Friday 27 May 2011

Drawers of other summers

I have now finished Great House by Nicole Krauss. The novels is in two parts, each dealing with four narrative strands one at a time. They are connected by a huge desk, which has many drawers of various sizes, and by a young Chilean poet, who possessed the desk for an amount of time. The poet had been kidnapped during the Pinochet revolution in Chile and killed. The hole left in the lives of several of the novel's protagonists by this character reminded me a bit of Archimboldi, but this is a novel, which although peopled by characters many of whom are writers, is about people, rather than literature.
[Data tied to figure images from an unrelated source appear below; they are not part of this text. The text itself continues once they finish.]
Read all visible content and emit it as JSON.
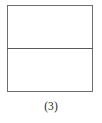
{
  "figure": {
    "caption": "(3)",
    "background_color": "#ffffff",
    "shape": {
      "kind": "rectangle-divided-horizontally",
      "outline_color": "#6e6e6e",
      "fill_color": "#ffffff",
      "divider_color": "#5a5a5a",
      "region_count": 2,
      "regions": [
        {
          "label": "",
          "position": "upper"
        },
        {
          "label": "",
          "position": "lower"
        }
      ]
    }
  }
}
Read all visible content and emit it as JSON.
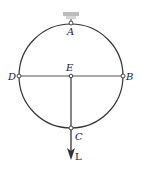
{
  "diagram": {
    "type": "ring-with-diametral-members",
    "labels": {
      "A": "A",
      "B": "B",
      "C": "C",
      "D": "D",
      "E": "E",
      "load": "L"
    },
    "colors": {
      "line": "#333333",
      "support": "#bfbfbf",
      "background": "#ffffff"
    }
  }
}
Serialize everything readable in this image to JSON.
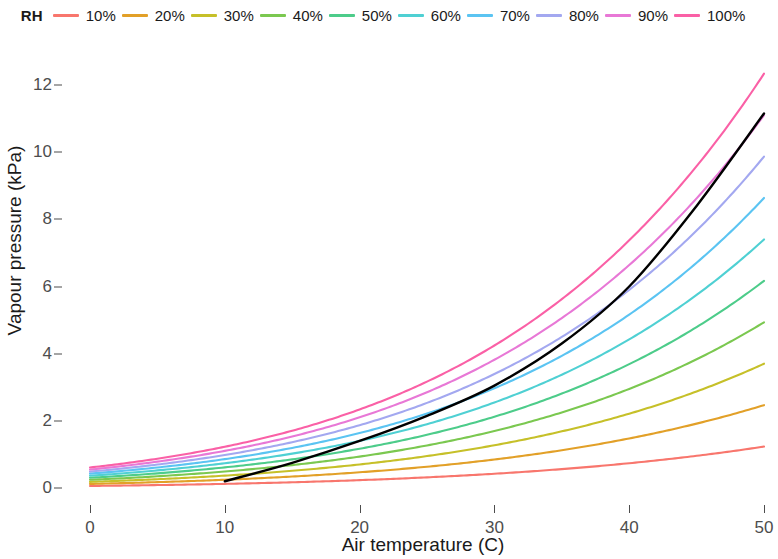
{
  "legend": {
    "title": "RH",
    "items": [
      {
        "label": "10%",
        "color": "#F8766D"
      },
      {
        "label": "20%",
        "color": "#E2A028"
      },
      {
        "label": "30%",
        "color": "#C6C029"
      },
      {
        "label": "40%",
        "color": "#7BC850"
      },
      {
        "label": "50%",
        "color": "#4DCC8A"
      },
      {
        "label": "60%",
        "color": "#4FD0D3"
      },
      {
        "label": "70%",
        "color": "#5BC4F2"
      },
      {
        "label": "80%",
        "color": "#A3A8F0"
      },
      {
        "label": "90%",
        "color": "#E878D6"
      },
      {
        "label": "100%",
        "color": "#FA60A6"
      }
    ]
  },
  "axes": {
    "x_title": "Air temperature (C)",
    "y_title": "Vapour pressure (kPa)",
    "x_ticks": [
      "0",
      "10",
      "20",
      "30",
      "40",
      "50"
    ],
    "y_ticks": [
      "0",
      "2",
      "4",
      "6",
      "8",
      "10",
      "12"
    ]
  },
  "chart_data": {
    "type": "line",
    "title": "",
    "xlabel": "Air temperature (C)",
    "ylabel": "Vapour pressure (kPa)",
    "xlim": [
      0,
      50
    ],
    "ylim": [
      0,
      12.6
    ],
    "grid": false,
    "legend_position": "top",
    "legend_title": "RH",
    "x": [
      0,
      5,
      10,
      15,
      20,
      25,
      30,
      35,
      40,
      45,
      50
    ],
    "series": [
      {
        "name": "10%",
        "color": "#F8766D",
        "values": [
          0.061,
          0.087,
          0.123,
          0.17,
          0.234,
          0.317,
          0.424,
          0.562,
          0.738,
          0.959,
          1.234
        ]
      },
      {
        "name": "20%",
        "color": "#E2A028",
        "values": [
          0.122,
          0.175,
          0.245,
          0.341,
          0.467,
          0.634,
          0.849,
          1.125,
          1.475,
          1.917,
          2.468
        ]
      },
      {
        "name": "30%",
        "color": "#C6C029",
        "values": [
          0.183,
          0.262,
          0.368,
          0.511,
          0.701,
          0.951,
          1.273,
          1.687,
          2.213,
          2.876,
          3.703
        ]
      },
      {
        "name": "40%",
        "color": "#7BC850",
        "values": [
          0.244,
          0.349,
          0.491,
          0.682,
          0.935,
          1.268,
          1.698,
          2.249,
          2.951,
          3.835,
          4.937
        ]
      },
      {
        "name": "50%",
        "color": "#4DCC8A",
        "values": [
          0.305,
          0.437,
          0.614,
          0.852,
          1.169,
          1.584,
          2.122,
          2.811,
          3.688,
          4.794,
          6.171
        ]
      },
      {
        "name": "60%",
        "color": "#4FD0D3",
        "values": [
          0.366,
          0.524,
          0.737,
          1.023,
          1.402,
          1.901,
          2.547,
          3.374,
          4.426,
          5.752,
          7.405
        ]
      },
      {
        "name": "70%",
        "color": "#5BC4F2",
        "values": [
          0.427,
          0.611,
          0.859,
          1.193,
          1.636,
          2.218,
          2.971,
          3.936,
          5.164,
          6.711,
          8.639
        ]
      },
      {
        "name": "80%",
        "color": "#A3A8F0",
        "values": [
          0.488,
          0.699,
          0.982,
          1.364,
          1.87,
          2.535,
          3.396,
          4.498,
          5.902,
          7.67,
          9.873
        ]
      },
      {
        "name": "90%",
        "color": "#E878D6",
        "values": [
          0.549,
          0.786,
          1.105,
          1.534,
          2.104,
          2.852,
          3.82,
          5.061,
          6.639,
          8.628,
          11.107
        ]
      },
      {
        "name": "100%",
        "color": "#FA60A6",
        "values": [
          0.611,
          0.873,
          1.228,
          1.705,
          2.338,
          3.169,
          4.245,
          5.623,
          7.377,
          9.586,
          12.341
        ]
      }
    ],
    "overlay_series": {
      "name": "saturation-reference",
      "color": "#000000",
      "x": [
        10,
        15,
        20,
        25,
        30,
        35,
        40,
        45,
        50
      ],
      "values": [
        0.2,
        0.75,
        1.4,
        2.15,
        3.05,
        4.3,
        6.0,
        8.4,
        11.15
      ]
    }
  }
}
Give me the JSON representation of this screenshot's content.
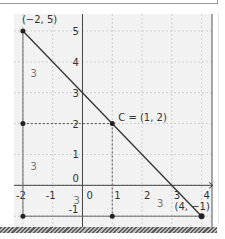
{
  "figure": {
    "background": "#f2f2f2",
    "grid_color": "#c8c8c8",
    "axis_color": "#444444",
    "line_color": "#333333",
    "label_color": "#333333",
    "side_label_color": "#777777",
    "xlim": [
      -2.3,
      4.35
    ],
    "ylim": [
      -1.35,
      5.55
    ],
    "x_ticks": [
      -2,
      -1,
      0,
      1,
      2,
      3,
      4
    ],
    "y_ticks": [
      -1,
      0,
      1,
      2,
      3,
      4,
      5
    ],
    "x_tick_labels": [
      "-2",
      "-1",
      "0",
      "1",
      "2",
      "3",
      "4"
    ],
    "y_tick_labels": [
      "-1",
      "0",
      "1",
      "2",
      "3",
      "4",
      "5"
    ]
  },
  "points": [
    {
      "name": "A",
      "x": -2,
      "y": 5,
      "label": "(−2, 5)"
    },
    {
      "name": "C",
      "x": 1,
      "y": 2,
      "label": "C = (1, 2)"
    },
    {
      "name": "B",
      "x": 4,
      "y": -1,
      "label": "(4, −1)"
    },
    {
      "name": "P1",
      "x": -2,
      "y": 2,
      "label": ""
    },
    {
      "name": "P2",
      "x": -2,
      "y": -1,
      "label": ""
    },
    {
      "name": "P3",
      "x": 1,
      "y": -1,
      "label": ""
    }
  ],
  "segments": {
    "main_line": {
      "from": [
        -2,
        5
      ],
      "to": [
        4,
        -1
      ]
    },
    "left_side": {
      "from": [
        -2,
        5
      ],
      "to": [
        -2,
        -1
      ]
    },
    "bottom_side": {
      "from": [
        -2,
        -1
      ],
      "to": [
        4,
        -1
      ]
    },
    "dashed_h": {
      "from": [
        -2,
        2
      ],
      "to": [
        1,
        2
      ]
    },
    "dashed_v": {
      "from": [
        1,
        2
      ],
      "to": [
        1,
        -1
      ]
    }
  },
  "side_labels": [
    {
      "text": "3",
      "x": -1.75,
      "y": 3.5
    },
    {
      "text": "3",
      "x": -1.75,
      "y": 0.5
    },
    {
      "text": "3",
      "x": -0.3,
      "y": -0.6
    },
    {
      "text": "3",
      "x": 2.5,
      "y": -0.7
    }
  ],
  "chart_data": {
    "type": "line",
    "title": "",
    "xlabel": "",
    "ylabel": "",
    "xlim": [
      -2,
      4
    ],
    "ylim": [
      -1,
      5
    ],
    "grid": true,
    "series": [
      {
        "name": "line through (-2,5) and (4,-1)",
        "x": [
          -2,
          1,
          4
        ],
        "y": [
          5,
          2,
          -1
        ]
      }
    ],
    "annotations": [
      "(−2, 5)",
      "C = (1, 2)",
      "(4, −1)",
      "3",
      "3",
      "3",
      "3"
    ]
  }
}
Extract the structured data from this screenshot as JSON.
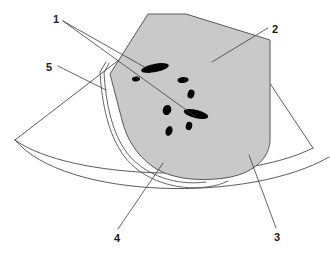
{
  "figure": {
    "kind": "ultrasound-sector-scan-diagram",
    "background_color": "#ffffff",
    "line_color": "#3c3c3c",
    "lesion_color": "#000000",
    "shaded_region_fill": "#c8c8c8",
    "shaded_region_stroke": "#555555"
  },
  "callouts": [
    {
      "id": "1",
      "label": "1",
      "x": 53,
      "y": 14
    },
    {
      "id": "2",
      "label": "2",
      "x": 272,
      "y": 24
    },
    {
      "id": "5",
      "label": "5",
      "x": 46,
      "y": 62
    },
    {
      "id": "4",
      "label": "4",
      "x": 114,
      "y": 233
    },
    {
      "id": "3",
      "label": "3",
      "x": 274,
      "y": 232
    }
  ],
  "lesions": [
    {
      "name": "lesion-large-upper",
      "cx": 155,
      "cy": 68,
      "rx": 14,
      "ry": 4.2,
      "rot": -11
    },
    {
      "name": "lesion-small-left",
      "cx": 136,
      "cy": 79,
      "rx": 4.0,
      "ry": 2.4,
      "rot": -8
    },
    {
      "name": "lesion-small-right-upper",
      "cx": 183,
      "cy": 80,
      "rx": 5.6,
      "ry": 3.0,
      "rot": -6
    },
    {
      "name": "lesion-small-mid-right",
      "cx": 191,
      "cy": 94,
      "rx": 3.4,
      "ry": 4.4,
      "rot": 18
    },
    {
      "name": "lesion-small-mid-left",
      "cx": 167,
      "cy": 110,
      "rx": 4.2,
      "ry": 5.2,
      "rot": 20
    },
    {
      "name": "lesion-large-lower",
      "cx": 196,
      "cy": 114,
      "rx": 12.5,
      "ry": 4.2,
      "rot": 14
    },
    {
      "name": "lesion-small-lower-right",
      "cx": 189,
      "cy": 126,
      "rx": 3.2,
      "ry": 4.2,
      "rot": 14
    },
    {
      "name": "lesion-small-lower-left",
      "cx": 169,
      "cy": 131,
      "rx": 3.4,
      "ry": 5.0,
      "rot": 18
    }
  ]
}
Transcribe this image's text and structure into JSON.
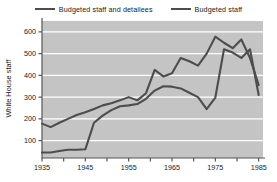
{
  "chart_data": {
    "type": "line",
    "title": "",
    "xlabel": "",
    "ylabel": "White House staff",
    "xlim": [
      1935,
      1986
    ],
    "ylim": [
      20,
      650
    ],
    "yticks": [
      100,
      200,
      300,
      400,
      500,
      600
    ],
    "ytick_labels": [
      "100",
      "200",
      "300",
      "400",
      "500",
      "600"
    ],
    "xticks": [
      1935,
      1940,
      1945,
      1950,
      1955,
      1960,
      1965,
      1970,
      1975,
      1980,
      1985
    ],
    "xtick_labels": [
      "1935",
      "",
      "1945",
      "",
      "1955",
      "",
      "1965",
      "",
      "1975",
      "",
      "1985"
    ],
    "grid": "horizontal",
    "grid_color": "#ffffff",
    "plot_background": "#c4c4c4",
    "legend_position": "top-center",
    "series": [
      {
        "name": "Budgeted staff and detailees",
        "color": "#4d4d4d",
        "x": [
          1935,
          1937,
          1939,
          1941,
          1943,
          1945,
          1947,
          1949,
          1951,
          1953,
          1955,
          1957,
          1959,
          1961,
          1963,
          1965,
          1967,
          1969,
          1971,
          1973,
          1975,
          1977,
          1979,
          1981,
          1983,
          1985
        ],
        "values": [
          178,
          162,
          182,
          200,
          218,
          230,
          245,
          262,
          272,
          285,
          300,
          285,
          318,
          425,
          395,
          410,
          480,
          465,
          445,
          500,
          578,
          550,
          525,
          565,
          480,
          355
        ]
      },
      {
        "name": "Budgeted staff",
        "color": "#4d4d4d",
        "x": [
          1935,
          1937,
          1939,
          1941,
          1943,
          1945,
          1947,
          1949,
          1951,
          1953,
          1955,
          1957,
          1959,
          1961,
          1963,
          1965,
          1967,
          1969,
          1971,
          1973,
          1975,
          1977,
          1979,
          1981,
          1983,
          1985
        ],
        "values": [
          45,
          45,
          52,
          58,
          58,
          60,
          182,
          215,
          240,
          258,
          262,
          268,
          292,
          330,
          350,
          348,
          340,
          320,
          300,
          245,
          298,
          520,
          505,
          480,
          520,
          310
        ]
      }
    ],
    "annotations": []
  },
  "legend": {
    "entries": [
      {
        "label": "Budgeted staff and detailees"
      },
      {
        "label": "Budgeted staff"
      }
    ]
  },
  "axis": {
    "y_title": "White House staff"
  }
}
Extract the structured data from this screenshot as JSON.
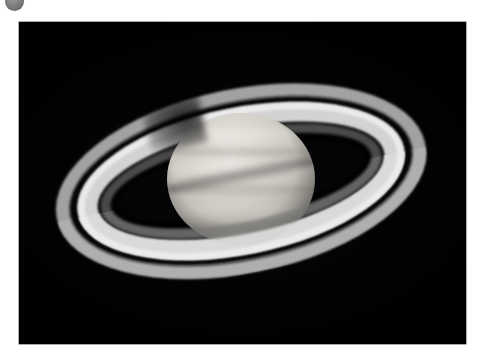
{
  "page": {
    "background_color": "#ffffff",
    "width": 484,
    "height": 361
  },
  "corner_control": {
    "name": "avatar-badge",
    "shape": "circle",
    "color": "#7e7e7e",
    "clipped": "top-left"
  },
  "photo": {
    "alt": "Telescopic photograph of the planet Saturn",
    "subject": "Saturn",
    "background_color": "#000000",
    "frame": {
      "x": 19,
      "y": 22,
      "width": 447,
      "height": 322
    },
    "features": {
      "globe_label": "Saturn globe",
      "rings_label": "Ring system",
      "cassini_label": "Cassini division",
      "a_ring_label": "A ring",
      "b_ring_label": "B ring",
      "c_ring_label": "C ring",
      "shadow_label": "Ring shadow on globe",
      "globe_shadow_label": "Globe shadow on rings"
    }
  },
  "chart_data": {
    "type": "image",
    "title": "Saturn"
  }
}
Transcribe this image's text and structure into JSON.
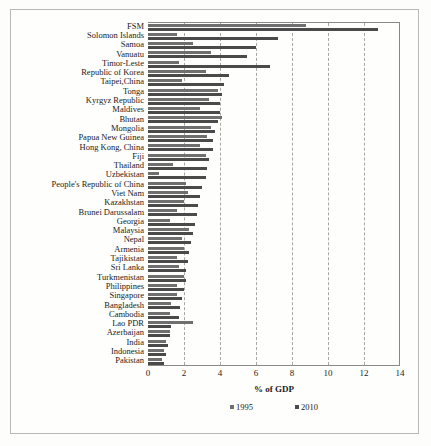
{
  "chart_data": {
    "type": "bar",
    "orientation": "horizontal",
    "title": "",
    "xlabel": "% of GDP",
    "ylabel": "",
    "xlim": [
      0,
      14
    ],
    "xticks": [
      0,
      2,
      4,
      6,
      8,
      10,
      12,
      14
    ],
    "grid": "vertical-dashed",
    "legend_position": "bottom",
    "colors": {
      "1995": "#6f6f6f",
      "2010": "#4a4a4a"
    },
    "categories": [
      "FSM",
      "Solomon Islands",
      "Samoa",
      "Vanuatu",
      "Timor-Leste",
      "Republic of Korea",
      "Taipei,China",
      "Tonga",
      "Kyrgyz Republic",
      "Maldives",
      "Bhutan",
      "Mongolia",
      "Papua New Guinea",
      "Hong Kong, China",
      "Fiji",
      "Thailand",
      "Uzbekistan",
      "People's Republic of China",
      "Viet Nam",
      "Kazakhstan",
      "Brunei Darussalam",
      "Georgia",
      "Malaysia",
      "Nepal",
      "Armenia",
      "Tajikistan",
      "Sri Lanka",
      "Turkmenistan",
      "Philippines",
      "Singapore",
      "Bangladesh",
      "Cambodia",
      "Lao PDR",
      "Azerbaijan",
      "India",
      "Indonesia",
      "Pakistan"
    ],
    "series": [
      {
        "name": "1995",
        "values": [
          8.8,
          1.6,
          2.5,
          3.5,
          1.7,
          3.2,
          1.9,
          3.9,
          3.4,
          2.9,
          4.1,
          3.5,
          3.3,
          2.9,
          3.2,
          1.4,
          0.6,
          2.1,
          2.2,
          2.0,
          1.6,
          1.2,
          2.3,
          1.9,
          2.0,
          1.6,
          1.7,
          2.0,
          1.6,
          1.6,
          1.3,
          1.2,
          2.5,
          1.2,
          1.0,
          0.9,
          0.8
        ]
      },
      {
        "name": "2010",
        "values": [
          12.8,
          7.2,
          6.0,
          5.5,
          6.8,
          4.5,
          4.2,
          4.1,
          4.0,
          4.0,
          3.9,
          3.7,
          3.6,
          3.6,
          3.4,
          3.3,
          3.2,
          3.0,
          2.9,
          2.8,
          2.7,
          2.6,
          2.5,
          2.4,
          2.3,
          2.2,
          2.1,
          2.1,
          2.0,
          1.9,
          1.8,
          1.7,
          1.3,
          1.2,
          1.1,
          1.0,
          0.9
        ]
      }
    ],
    "legend": [
      {
        "label": "1995",
        "color": "#6f6f6f"
      },
      {
        "label": "2010",
        "color": "#4a4a4a"
      }
    ]
  }
}
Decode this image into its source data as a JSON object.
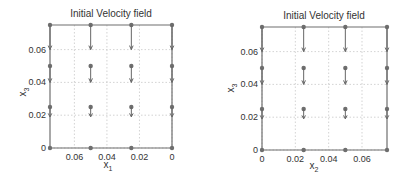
{
  "chart_data": [
    {
      "type": "quiver",
      "title": "Initial Velocity field",
      "xlabel": "x",
      "xlabel_sub": "1",
      "ylabel": "x",
      "ylabel_sub": "3",
      "x_reversed": true,
      "xlim": [
        0,
        0.075
      ],
      "ylim": [
        0,
        0.075
      ],
      "xticks": [
        "0.06",
        "0.04",
        "0.02",
        "0"
      ],
      "xtick_values": [
        0.06,
        0.04,
        0.02,
        0
      ],
      "yticks": [
        "0",
        "0.02",
        "0.04",
        "0.06"
      ],
      "ytick_values": [
        0,
        0.02,
        0.04,
        0.06
      ],
      "grid": true,
      "grid_points_x": [
        0,
        0.025,
        0.05,
        0.075
      ],
      "grid_points_y": [
        0,
        0.025,
        0.05,
        0.075
      ],
      "velocity": {
        "direction": "downward (negative x3)",
        "magnitude_by_height": [
          {
            "x3": 0,
            "length": 0
          },
          {
            "x3": 0.025,
            "length": 0.006
          },
          {
            "x3": 0.05,
            "length": 0.01
          },
          {
            "x3": 0.075,
            "length": 0.015
          }
        ]
      }
    },
    {
      "type": "quiver",
      "title": "Initial Velocity field",
      "xlabel": "x",
      "xlabel_sub": "2",
      "ylabel": "x",
      "ylabel_sub": "3",
      "x_reversed": false,
      "xlim": [
        0,
        0.075
      ],
      "ylim": [
        0,
        0.075
      ],
      "xticks": [
        "0",
        "0.02",
        "0.04",
        "0.06"
      ],
      "xtick_values": [
        0,
        0.02,
        0.04,
        0.06
      ],
      "yticks": [
        "0",
        "0.02",
        "0.04",
        "0.06"
      ],
      "ytick_values": [
        0,
        0.02,
        0.04,
        0.06
      ],
      "grid": true,
      "grid_points_x": [
        0,
        0.025,
        0.05,
        0.075
      ],
      "grid_points_y": [
        0,
        0.025,
        0.05,
        0.075
      ],
      "velocity": {
        "direction": "downward (negative x3)",
        "magnitude_by_height": [
          {
            "x3": 0,
            "length": 0
          },
          {
            "x3": 0.025,
            "length": 0.006
          },
          {
            "x3": 0.05,
            "length": 0.01
          },
          {
            "x3": 0.075,
            "length": 0.015
          }
        ]
      }
    }
  ],
  "colors": {
    "axis": "#6e6e6e",
    "grid": "#c8c8c8",
    "marker": "#6e6e6e",
    "arrow": "#666666",
    "text": "#333333"
  }
}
Or perhaps it would be more clear to say it is about the effect the creative process has on those characters, but has very little to say about the writing that they produce. I was reminded more of Small Island by Andrea Levy, both because of the way several interconnected narrative strands run concurrently, and because one strand of each novel shares a similarity. This book is not treated favourably by the comparison. The structured coincidences which tie the story together seen too forced: they lack either the natural realism of Small Island or the easy serendipity of Krauss' acclaimed first novel The History of Love. This is by no stretch a bad novel; of the four narratives one in particular is sharply realised and affecting. The problem is simply that it wears the nuts and bolts of its architecture like Paris' Pompidou Centre, which made the writers presence that bit too intrusive.